The class war is just as relevant today as it was then, so the overall theme holds up fairly well.  The bluesy musical two-cord motif running constantly in the background is pleasant at first, but starts to grate on the nerves a half an hour in.  This was about the time those plain, black-and-white generic product boxes were first brought on the market, so the revealed subliminal messaging reflecting that style is both amusing and puzzling.  Did Carpenter have a fear of generic goods?  Did the rows and rows of black and white products in stores trigger some kind of artistic-based loathing?  I'd love to ask.

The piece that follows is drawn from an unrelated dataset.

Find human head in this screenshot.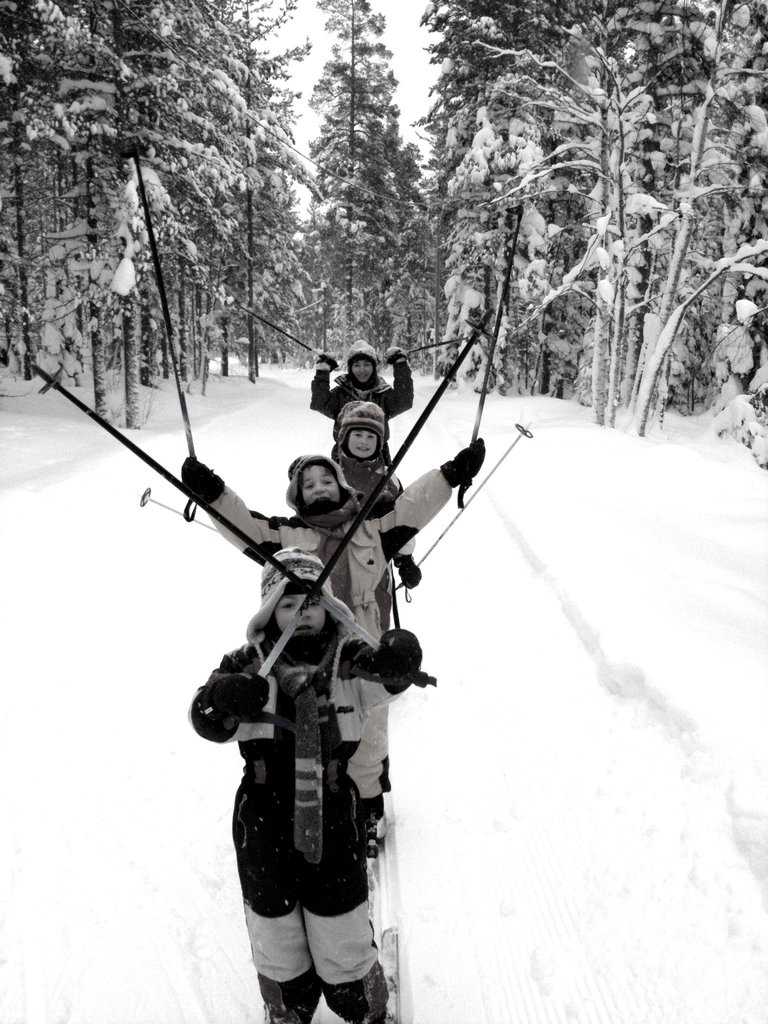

There's sleuthing, action, adventure, and some really terrible looking aliens once they're revealed.  Meg Foster always seems to play an alien or alien sympathizer in anything I see her in (I'm still traumatized by her mouse-eating character on the original V mini-series).  I guess when your eyes are that unusual, you get typecast.

Since I've seen this many, many times before, my counts are probably off, but I had one laugh out loud moment... at an '80s mullet on a guy on a TV commercial.  One needle dropping moment during the bank scene.  Otherwise it's a good movie to craft to, especially on a repeat viewing.

Since it holds up fairly well, with its messages about economic turmoil and a rather heart-rending scene when the bulldozers level the homeless camp with fascist thuggery, it still gets a three stars out of five.  It would probably get more if that musical motif didn't make it feel like the middle of the movie is plodding along like a tired draft horse.